Jens,

Thank you for confirming my suspicions. I know that Bundle won’t help. What I 
was hoping for was a Swift runtime call that returned the current module name. 
Since (at least by convention), there is a correspondence between module names 
and framework names, I was hoping to derive a bundle name from that 
correspondence.
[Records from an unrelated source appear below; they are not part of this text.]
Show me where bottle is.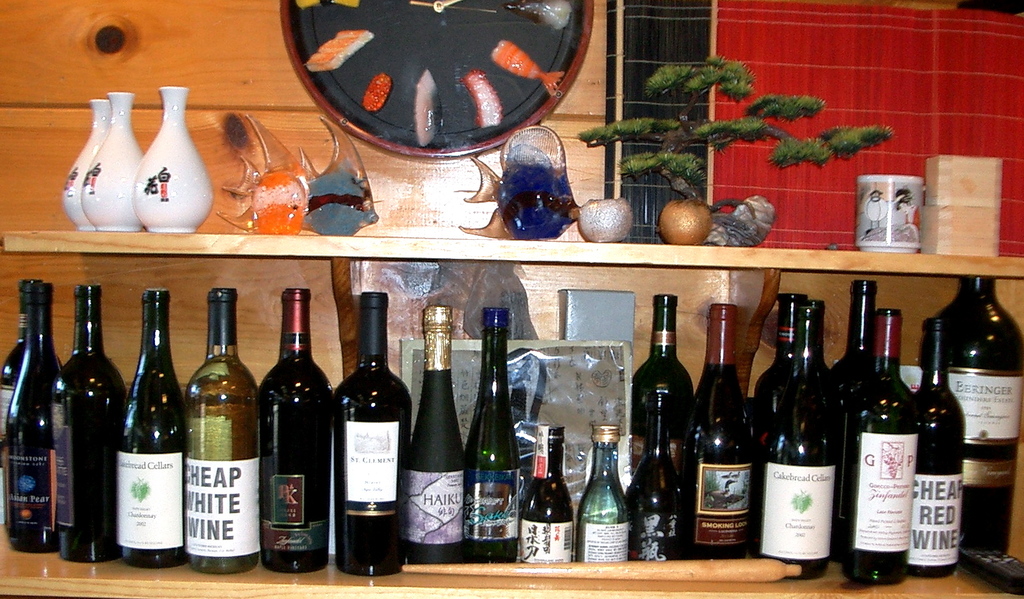
bottle is at box=[689, 304, 754, 561].
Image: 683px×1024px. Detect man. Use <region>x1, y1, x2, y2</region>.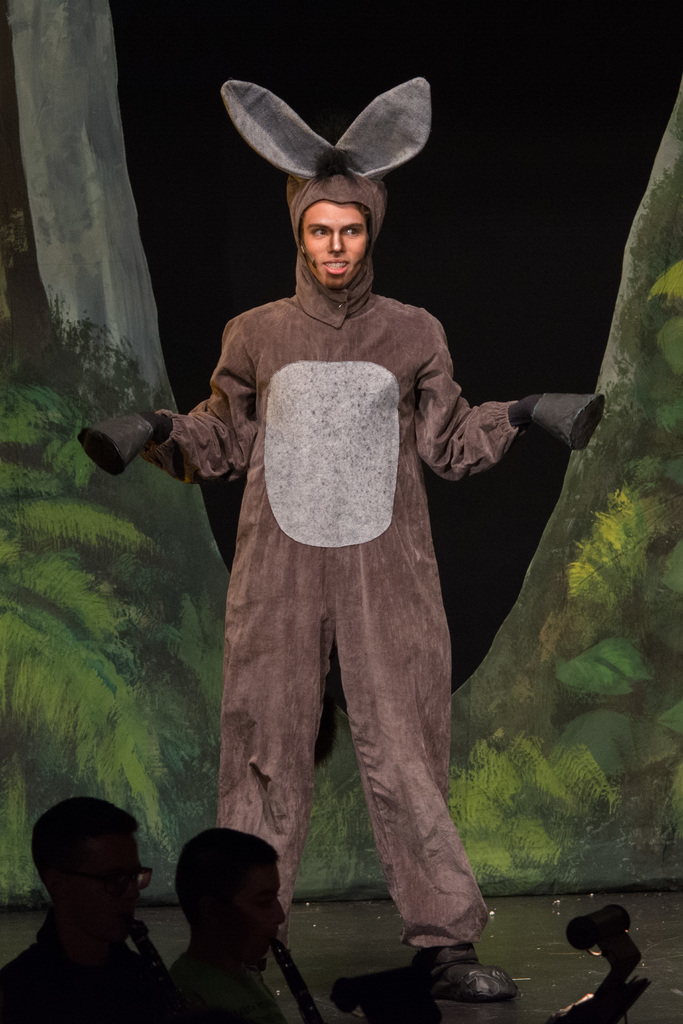
<region>120, 92, 540, 984</region>.
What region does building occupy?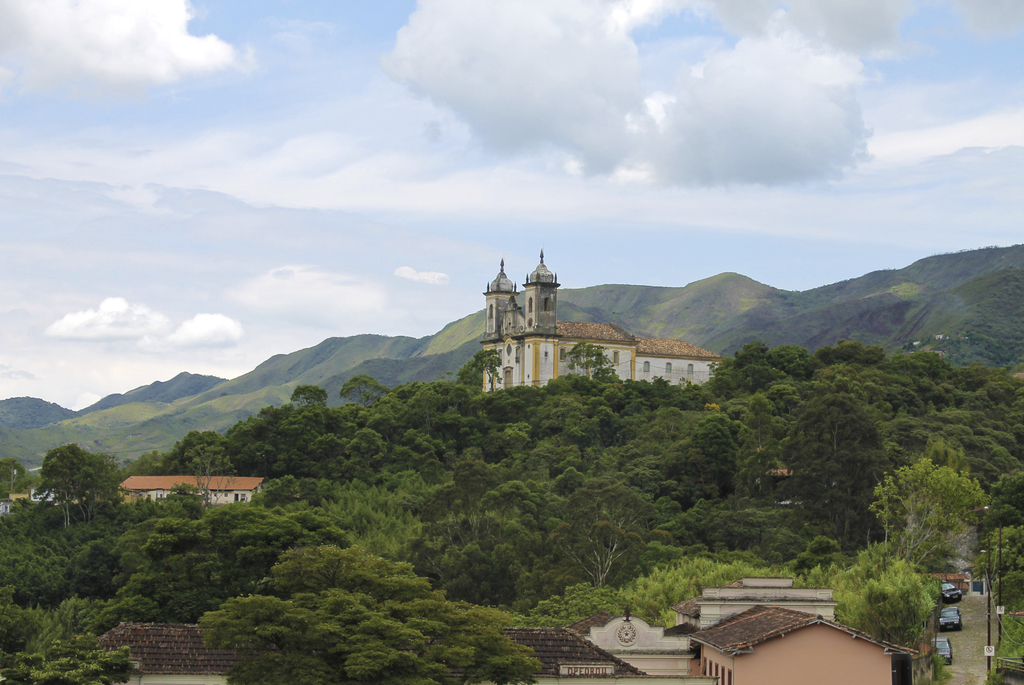
(481,248,728,392).
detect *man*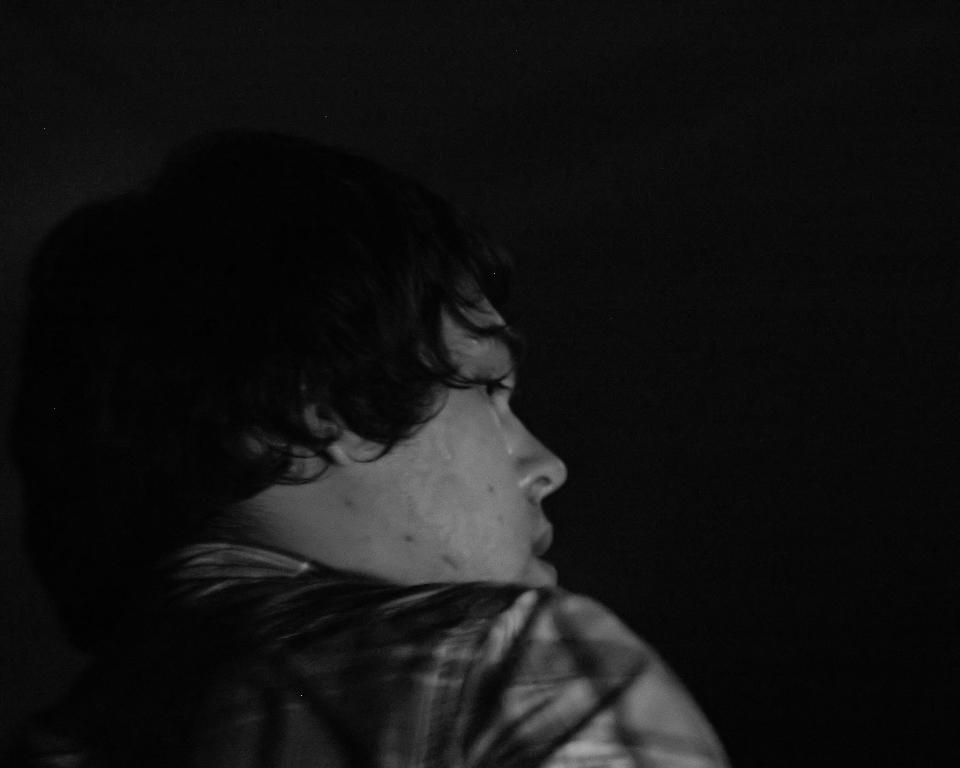
{"left": 22, "top": 88, "right": 820, "bottom": 749}
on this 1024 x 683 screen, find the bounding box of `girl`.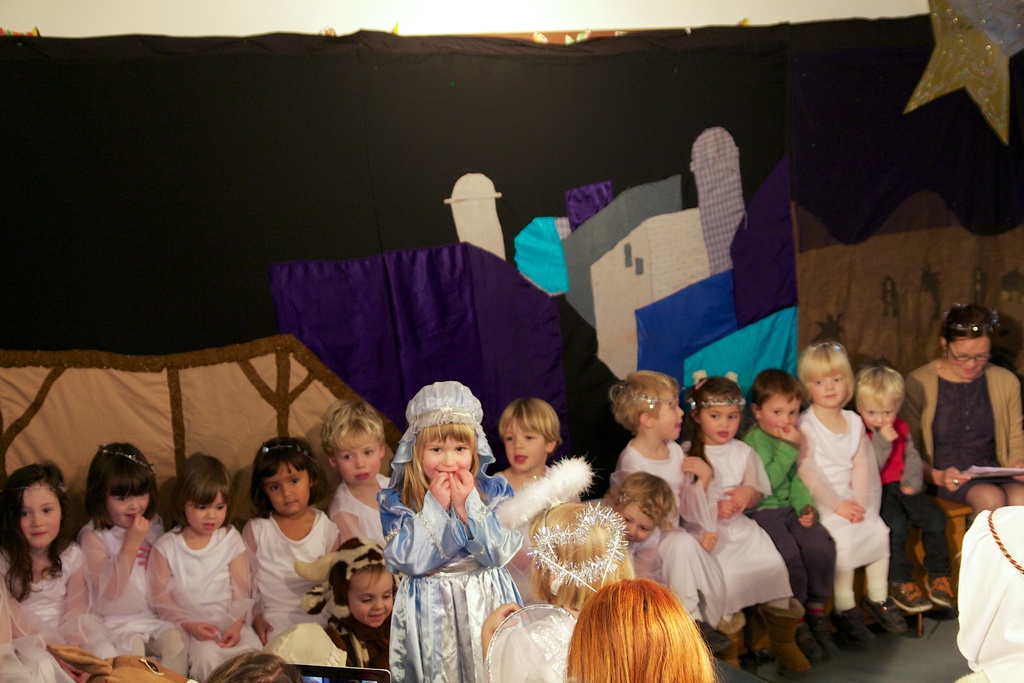
Bounding box: (x1=609, y1=371, x2=728, y2=635).
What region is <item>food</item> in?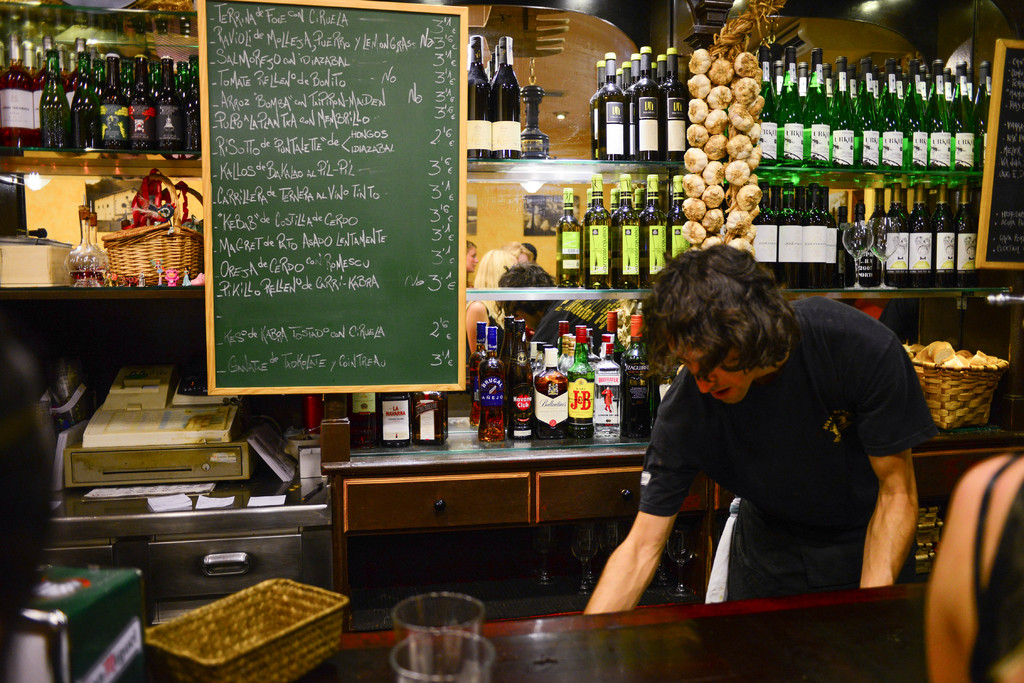
pyautogui.locateOnScreen(727, 236, 756, 261).
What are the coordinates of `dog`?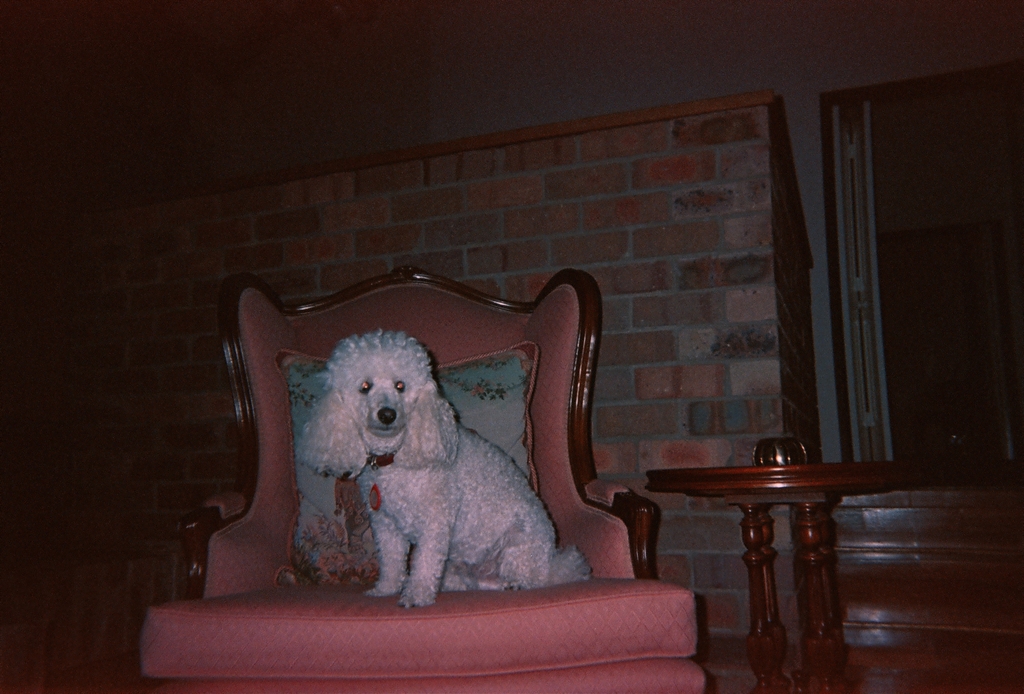
x1=299 y1=327 x2=591 y2=613.
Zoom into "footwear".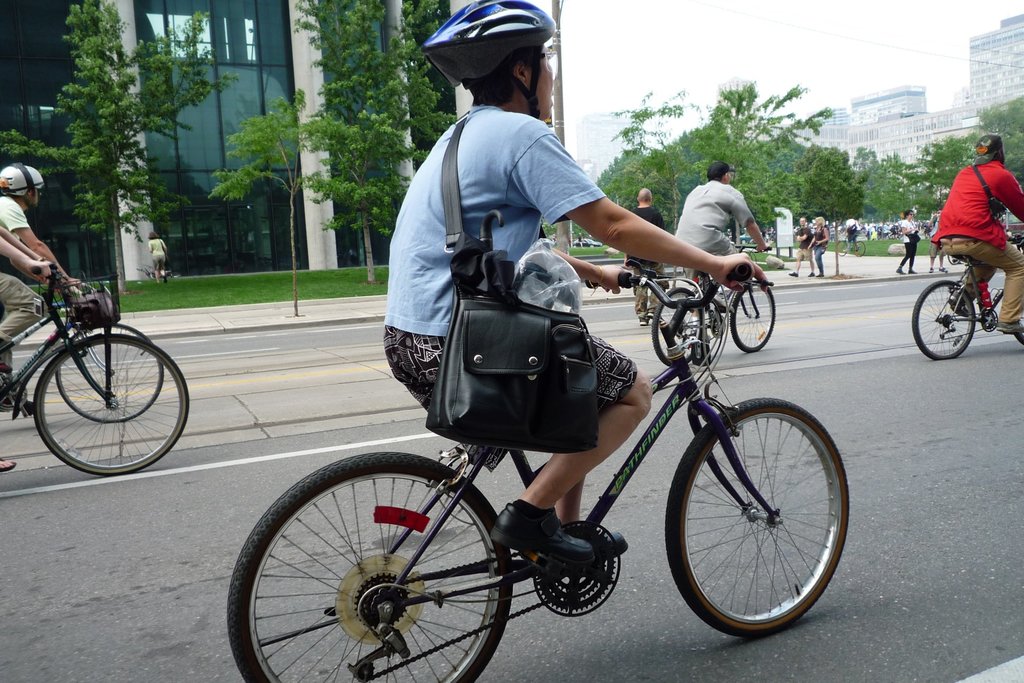
Zoom target: x1=712, y1=294, x2=737, y2=311.
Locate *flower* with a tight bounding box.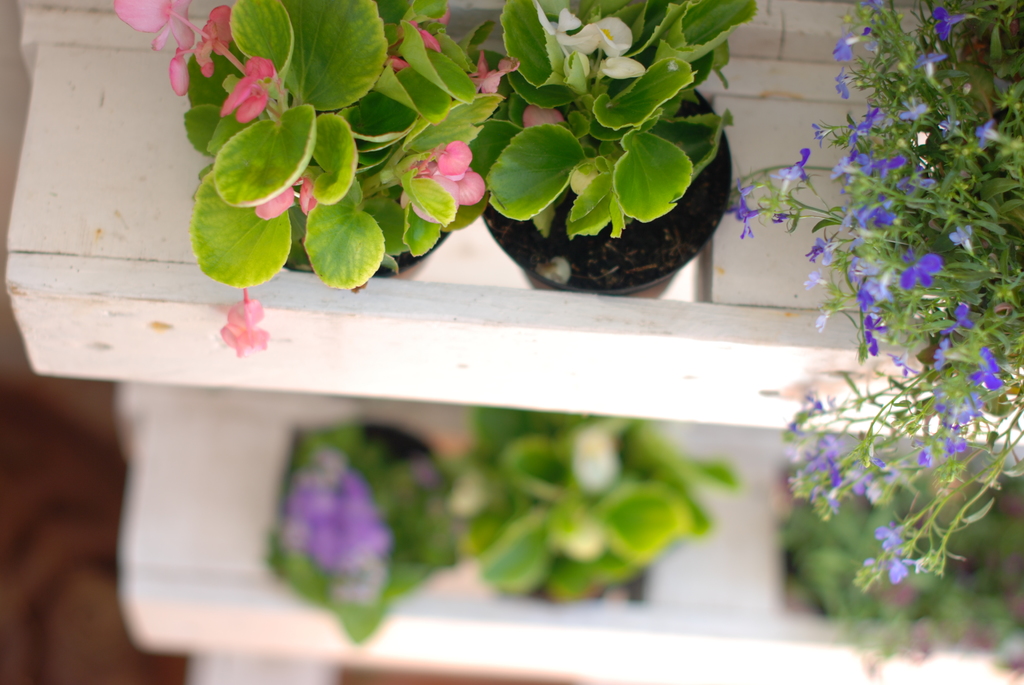
113/0/234/90.
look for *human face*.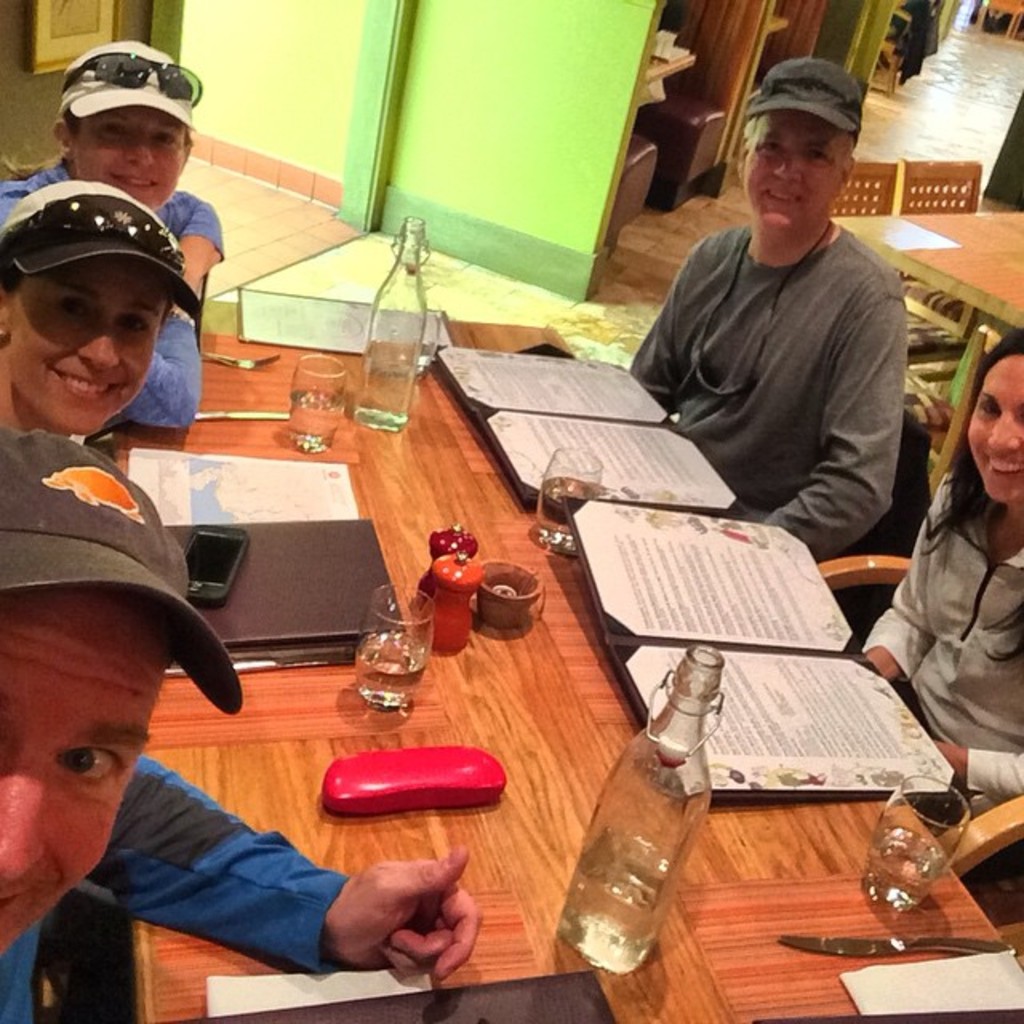
Found: BBox(0, 272, 171, 434).
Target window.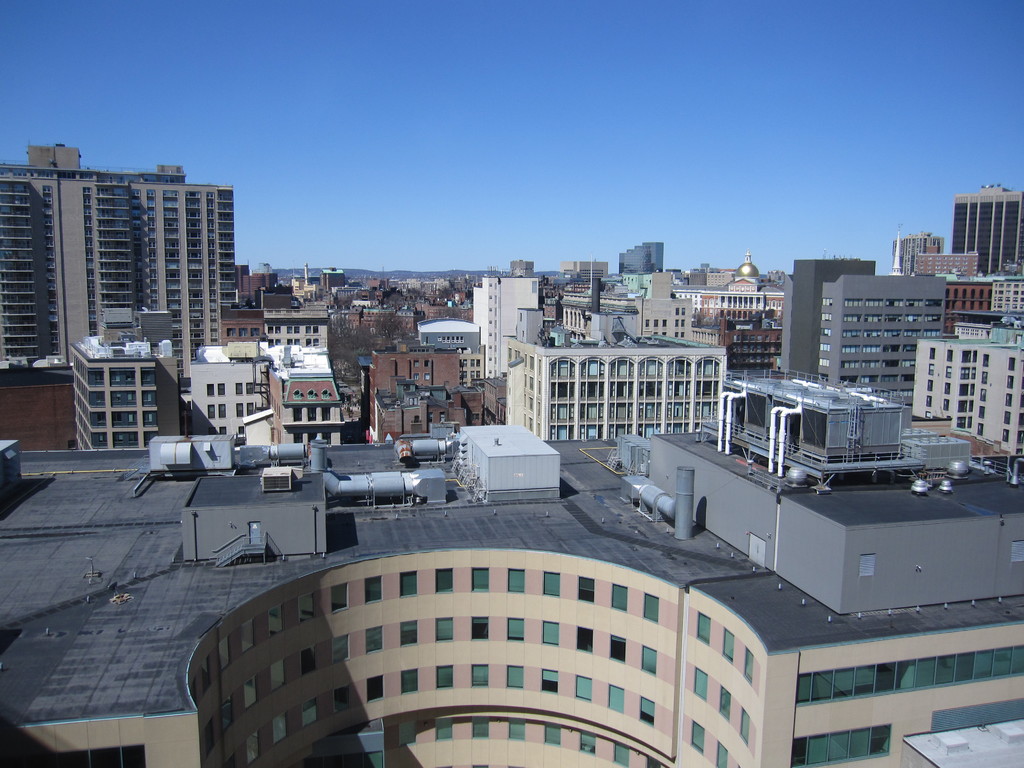
Target region: <box>925,396,935,406</box>.
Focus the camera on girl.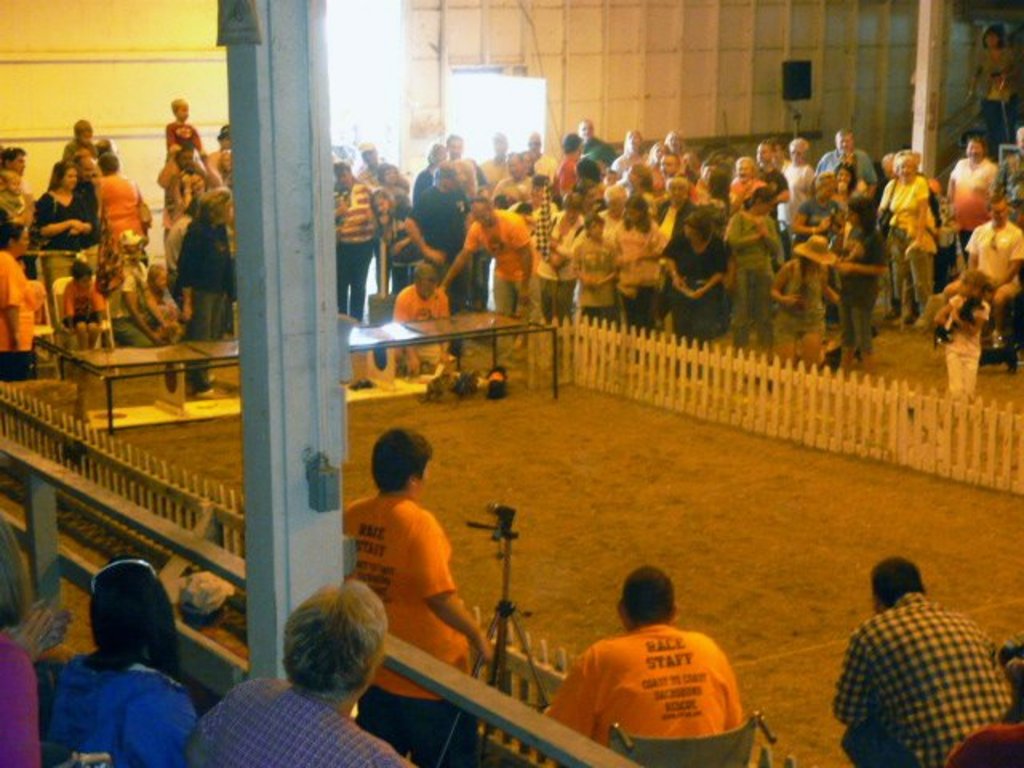
Focus region: [x1=390, y1=205, x2=430, y2=299].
But unfortunately, I can’t find a runtime call that helps, 
either.

I’ve thought about other strategies, but since I actually want to put
extensionString {
func locate() -> String {}
}
in one framework and reference it in other frameworks, this looks to be 
impossibly tricky. (I haven’t tried it, but I expect that if I tried, for 
example, to parse out the module name from inside the locate() function, I’d 
get the name of the module it is located in, not the module of the call-site.) 
Sigh.

 I guess I should file a suggestion radar about it.

Cheers,

Rick Aurbach

On Dec 1, 2016, at 6:36 PM, Jens Alfke 
<j...@mooseyard.com<mailto:j...@mooseyard.com>> wrote:

Introspecting the call stack is possible, if somewhat ugly, using the backtrace 
and backtrace_symbols functions (on macOS/iOS.) But all you get is a list of PC 
and stack addresses, or function names. I don’t know how you’d go from those to 
an NSBundle object. On cursory inspection I didn’t see any NSBundle methods for 
finding out where in memory the associated code is loaded.